From the statement above one would assume the PS4 only uses 4.5GB (to 5GB) of RAM and the rest just sits there idly. In reality though the other 3 (to 3.5GB) is being ring-fenced by the PS4 OS and more of it may or may not be utilized, by games, now or in future. Contrary to much of the uneducated furore this is actually a positive since it means the console could potentially have more RAM allocated to games in future (you can always give back since it's only taking away that would break compatibility). A more factual statement would have been "The PS4 only allocates 4.5-5GB of RAM to games at present" which, considering the console was originally planned to only launch with 4GB in total, is not disappointing at all.

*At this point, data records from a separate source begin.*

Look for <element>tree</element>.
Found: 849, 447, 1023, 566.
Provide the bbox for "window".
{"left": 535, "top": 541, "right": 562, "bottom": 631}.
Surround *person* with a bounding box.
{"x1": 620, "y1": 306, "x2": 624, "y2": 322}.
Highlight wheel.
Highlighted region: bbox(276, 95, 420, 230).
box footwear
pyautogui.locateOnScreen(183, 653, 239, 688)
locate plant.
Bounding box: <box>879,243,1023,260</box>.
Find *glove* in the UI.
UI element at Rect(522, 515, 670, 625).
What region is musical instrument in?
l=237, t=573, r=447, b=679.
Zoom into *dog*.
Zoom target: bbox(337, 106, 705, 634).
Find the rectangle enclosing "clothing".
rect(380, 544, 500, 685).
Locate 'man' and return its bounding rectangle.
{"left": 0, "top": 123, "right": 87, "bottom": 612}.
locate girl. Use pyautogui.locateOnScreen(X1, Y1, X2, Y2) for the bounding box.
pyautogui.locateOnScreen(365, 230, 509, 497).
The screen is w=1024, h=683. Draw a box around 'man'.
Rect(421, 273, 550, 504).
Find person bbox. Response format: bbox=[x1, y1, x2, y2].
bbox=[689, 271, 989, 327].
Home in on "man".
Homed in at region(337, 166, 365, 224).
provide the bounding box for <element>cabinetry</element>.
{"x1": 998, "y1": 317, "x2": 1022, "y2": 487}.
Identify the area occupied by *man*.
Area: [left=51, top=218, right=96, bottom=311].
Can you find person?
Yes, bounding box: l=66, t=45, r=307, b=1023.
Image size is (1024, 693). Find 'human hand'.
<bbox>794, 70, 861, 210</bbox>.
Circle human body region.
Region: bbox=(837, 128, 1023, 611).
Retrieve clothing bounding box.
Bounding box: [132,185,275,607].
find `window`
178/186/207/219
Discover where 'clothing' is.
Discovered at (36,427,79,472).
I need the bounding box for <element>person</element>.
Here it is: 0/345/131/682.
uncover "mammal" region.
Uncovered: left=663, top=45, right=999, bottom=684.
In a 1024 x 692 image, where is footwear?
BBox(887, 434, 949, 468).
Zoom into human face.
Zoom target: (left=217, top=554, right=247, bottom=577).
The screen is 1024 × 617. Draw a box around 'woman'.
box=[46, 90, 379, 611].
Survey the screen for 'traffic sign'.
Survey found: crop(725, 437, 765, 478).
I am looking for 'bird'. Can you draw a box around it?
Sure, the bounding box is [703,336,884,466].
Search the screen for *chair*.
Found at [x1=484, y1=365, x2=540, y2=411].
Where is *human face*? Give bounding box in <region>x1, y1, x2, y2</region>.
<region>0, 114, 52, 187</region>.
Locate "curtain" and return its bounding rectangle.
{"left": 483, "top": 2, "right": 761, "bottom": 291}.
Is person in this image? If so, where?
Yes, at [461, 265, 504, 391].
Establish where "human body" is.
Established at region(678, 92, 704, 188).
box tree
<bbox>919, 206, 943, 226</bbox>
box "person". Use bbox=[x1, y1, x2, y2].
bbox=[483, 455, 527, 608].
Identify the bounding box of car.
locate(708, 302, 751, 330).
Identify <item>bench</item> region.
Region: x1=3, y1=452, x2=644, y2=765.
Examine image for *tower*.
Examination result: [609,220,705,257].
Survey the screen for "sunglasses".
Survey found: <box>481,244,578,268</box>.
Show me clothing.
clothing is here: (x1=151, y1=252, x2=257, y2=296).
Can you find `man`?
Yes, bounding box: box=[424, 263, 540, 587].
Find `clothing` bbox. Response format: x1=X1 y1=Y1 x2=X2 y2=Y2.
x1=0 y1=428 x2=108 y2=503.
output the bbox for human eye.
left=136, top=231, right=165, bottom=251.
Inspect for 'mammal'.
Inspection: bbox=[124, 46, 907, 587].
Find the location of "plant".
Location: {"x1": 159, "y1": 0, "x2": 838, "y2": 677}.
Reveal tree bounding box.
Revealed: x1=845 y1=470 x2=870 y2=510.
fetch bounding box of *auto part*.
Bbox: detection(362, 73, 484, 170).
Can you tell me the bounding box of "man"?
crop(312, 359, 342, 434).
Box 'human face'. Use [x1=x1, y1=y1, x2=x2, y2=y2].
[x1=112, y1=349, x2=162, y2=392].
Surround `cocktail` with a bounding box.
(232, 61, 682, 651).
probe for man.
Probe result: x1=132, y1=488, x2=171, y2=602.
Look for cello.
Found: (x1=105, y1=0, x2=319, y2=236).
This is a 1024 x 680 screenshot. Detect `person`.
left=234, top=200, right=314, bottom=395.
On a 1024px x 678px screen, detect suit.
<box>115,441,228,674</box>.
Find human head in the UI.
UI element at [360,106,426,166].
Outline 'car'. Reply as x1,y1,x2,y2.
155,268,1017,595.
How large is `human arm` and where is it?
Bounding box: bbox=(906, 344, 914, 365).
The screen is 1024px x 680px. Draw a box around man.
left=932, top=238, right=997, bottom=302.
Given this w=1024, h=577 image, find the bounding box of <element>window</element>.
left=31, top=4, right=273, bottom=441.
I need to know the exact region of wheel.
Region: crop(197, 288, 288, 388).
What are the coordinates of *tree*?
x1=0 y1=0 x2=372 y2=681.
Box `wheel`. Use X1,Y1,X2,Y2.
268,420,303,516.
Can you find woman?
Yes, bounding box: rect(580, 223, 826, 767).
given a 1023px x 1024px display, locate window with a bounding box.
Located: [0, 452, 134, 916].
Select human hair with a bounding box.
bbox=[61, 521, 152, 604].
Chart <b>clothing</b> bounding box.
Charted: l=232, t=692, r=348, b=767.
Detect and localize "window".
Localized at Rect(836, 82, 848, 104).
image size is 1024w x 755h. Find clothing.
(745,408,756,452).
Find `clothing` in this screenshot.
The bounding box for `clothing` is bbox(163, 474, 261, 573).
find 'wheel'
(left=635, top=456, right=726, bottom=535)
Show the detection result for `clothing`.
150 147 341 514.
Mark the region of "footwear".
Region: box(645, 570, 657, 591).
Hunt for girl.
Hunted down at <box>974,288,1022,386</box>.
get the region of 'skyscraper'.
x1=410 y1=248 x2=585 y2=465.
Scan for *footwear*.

Yes, and it's not just that, games will be requesting resources from the OS through its APIs all the time. There will all kinds of crossover areas where there is infrastructure code which will be in the OS instead of the game, so the game doesn't implement chunks of functionality and just requests it through the OS. Trophy support, sharing, save file management, notifications, updates etc. It all has to appear transparent between the two. From what's been said there's also an API to request a chunk of RAM but currently limited to 512MB. It's better that stuff is in the OS segment than custom to each game.
The OS is also Unix based, and Unix based OSs will make use of all the RAM available and manage it effectively. A lot of it will be used for disk caching, to avoid hitting the disk with every read, i.e. on my PC at the moment I've only got 768MB "free", but 3.3GB RAM is used for caching, which is released to apps as they request memory.
It would nice if they could do a tech dive into this stuff one day.